In his entertaining book Games People Play (1973) the psychiatrist Eric Berne identified three 'game' positions that people tend to take up, as learners, children, parents, learner-drivers, marriage-partners, work-colleagues - or student teachers.

First, there is over-anxiety (Berne calls the sufferer a 'Jerk'). You are so nervous about doing your best that you forget things, tend to be clumsy, are ready with a thousand excuses for lateness/not preparing your lesson/not being in the right place/forgetting the departmental meeting, and so on. You try to cover all this up with over-eagerness, over-friendliness, or by pouring out all your weaknesses and shortcomings - anything to prove that you can do better if given another chance. But you are in such a sweat to put things right that you cannot find the right conditions for calm reflection and action, that would lead to improvement. You need, in short, to relax and organize yourself - but how?

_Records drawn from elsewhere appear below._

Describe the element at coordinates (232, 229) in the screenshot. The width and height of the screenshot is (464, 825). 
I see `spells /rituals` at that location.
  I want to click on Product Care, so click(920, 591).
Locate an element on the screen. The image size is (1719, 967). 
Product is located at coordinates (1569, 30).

Second, there is resentment (Berne calls the sufferer a 'Sulk'). Why should you have to do things this way, just because someone else says so? If there is no chalk/paper/books, it must be 'their' fault; if pupils will not listen it is because they are 'out of control'; if you don't have your teaching file in good order for your supervisor, then he/she should have let you know they wanted to see it; if you teacher colleagues find you lacking in initiative, then they should tell you exactly what they want of you. Sulks are so busy sulking and blaming everyone else, that nothing will ever be learned or improved. How can the game be broken?

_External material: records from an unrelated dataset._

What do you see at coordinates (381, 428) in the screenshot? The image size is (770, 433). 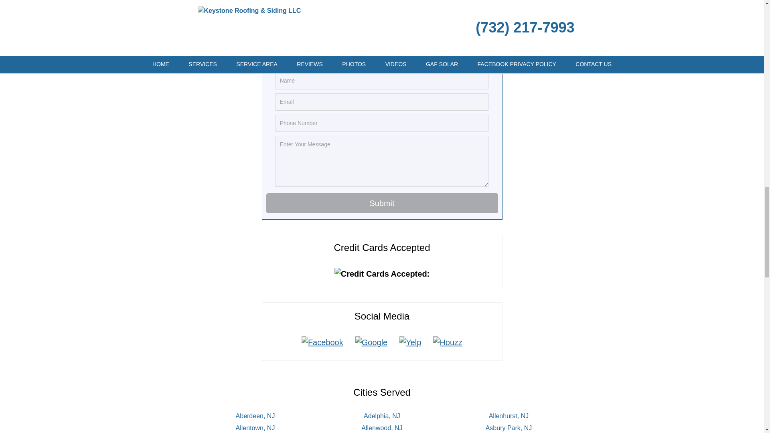 I see `Allenwood, NJ` at bounding box center [381, 428].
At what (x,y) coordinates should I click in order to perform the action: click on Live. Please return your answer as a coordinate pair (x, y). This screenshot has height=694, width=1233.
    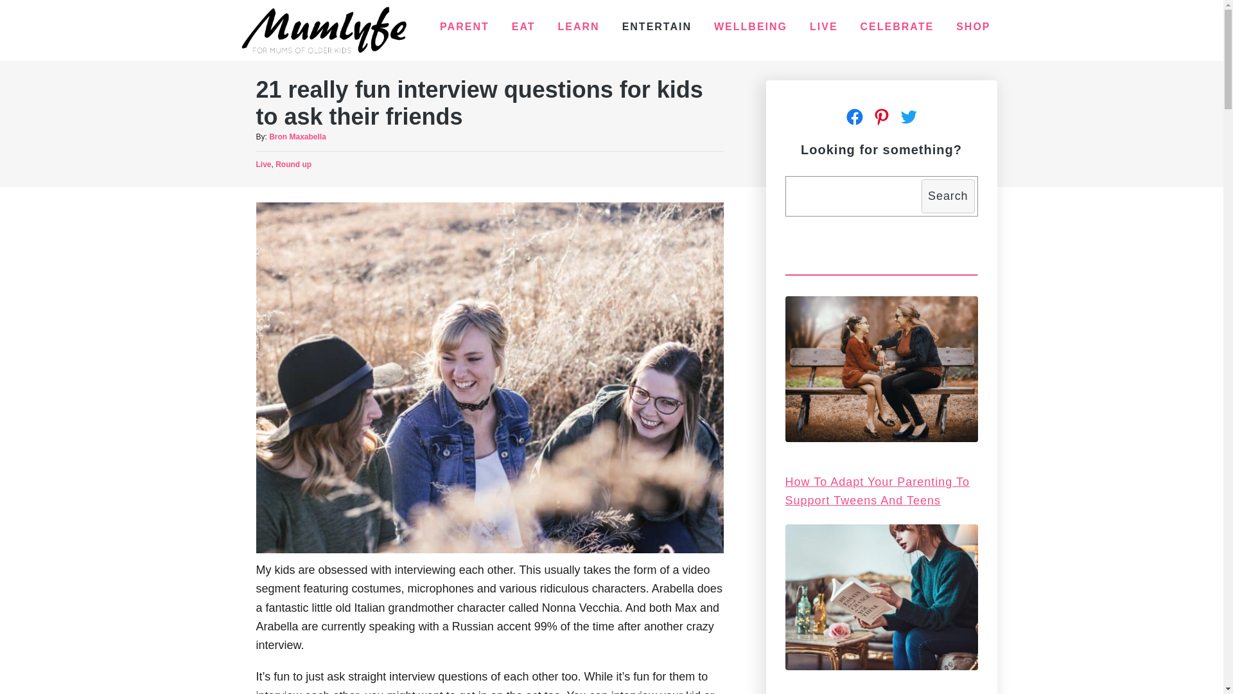
    Looking at the image, I should click on (263, 164).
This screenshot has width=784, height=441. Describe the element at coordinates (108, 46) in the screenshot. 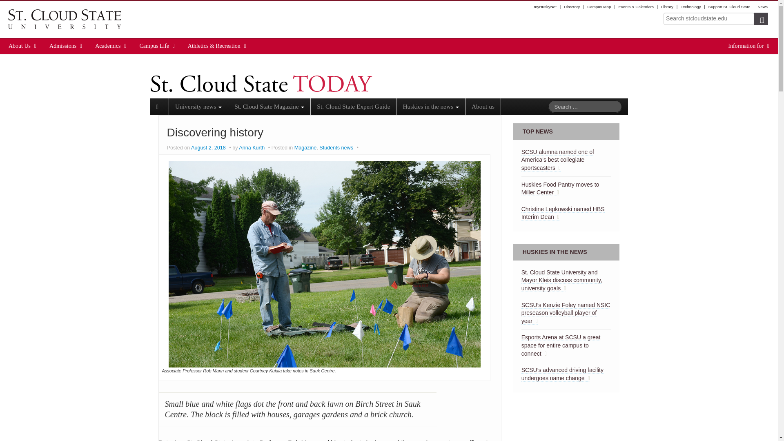

I see `Academics` at that location.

Third, there is efficiency. You have passed your driving test, or you can change nappies, or you can apply all the groundrules of The Craft of the Classroom - at least as far as organizing materials, classrooms and lesson plans are concerned. This teaching business, you find, is quite straightforward after all, as long as you keep to the 'Highway code' of this Course Unit. You are, in short, a 'model' student-teacher; having outgrown the 'jerk' and 'sulk' positions, you are ready for your place in the system. You are pleased about the admiring supervisors' and teachers' reports on your performance. But might you be missing something?

Eric Berne suggests that there is a fourth, game-free position, where efficiency has been learned, but where you have recovered own self - you are not just 'the teacher', but you, a person who teaches. You are open, flexible, interested in new ideas, not defensive about fixed positions. Your interest in pupils and colleagues is genuinely professional – not trying to out-manoeuvre them in a devious game where you make the rules, but willing to engage in the give-and-take of honest relationships.

You will do well to reach the 'efficiency' stage on your teaching practice, but the fourth, 'open' stage may be of even more importance in the long term. Teaching is - and should be – an arduous career, and you will need to rely on your own well-being in order to be reliable and effective.